For Somali refugees in Kenya’s Dabaab camp, ‘winning the lottery’ and resettling in a Western country is everyone’s dream. But countries like Sweden are hesitant about allowing whole families to move, leaving lottery-winners with a stark choice: is the risk of never seeing your family again worth an inflated income? Writing in the Guardian, Ben Rawlence’s story of Somali refugee Amin is exceptionally poignant. Speaking of Dabaab, John Campbell writes that closing the camp in the wake of the Garissa attacks would be a disaster.

The Intercept has a long-form article looking at what the Mexican government actually knows about the 43 students that disappeared in Ayotzinapa.
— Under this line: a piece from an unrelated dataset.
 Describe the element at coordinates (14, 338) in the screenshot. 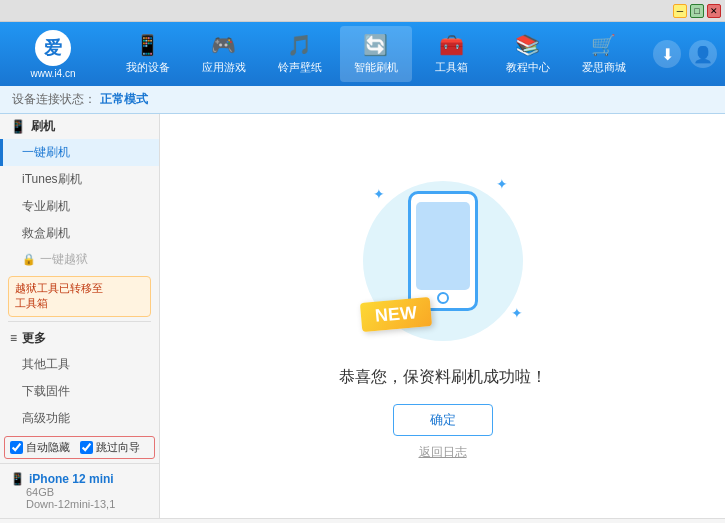

I see `more-section-icon: ≡` at that location.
Saddam Hussein’s birthplace Tikrit managed to escape much of the worst of Iraq’s violence since 2003. However, the Islamic State slowly destroyed the community, beginning long before thirty of its fighters managed to run off all of its governmental defenders.

Burundi is in crisis mode right now after President Nkurunziza declared his intention to stand for a probably-unconstitutional third term. Protests are about to enter their third week and show no signs of abating. Yolande Bouka reminds us that the roots of this crisis go back many years. On the same topic, Jesper Bjarnesen writes on the identity of those protesting in Bujumbura.

Does ideology affect how insurgents respond to coercive counterinsurgent violence? In the case of Islamists, Monica Duffy Toft and Yuri Zhukov think so.

There are always ways to improve forecasting, but as Jay Ulfelder argues, the problem isn’t with the forecasters, it’s with the data. Until there’s better constantly updated micro-level data, forecasting certain rare political events will remain extremely difficult.

Though Muhammadu Buhari’s government seems better equipped to deal with Boko Haram than Goodluck Jonathan’s, the solution still lies beyond military means.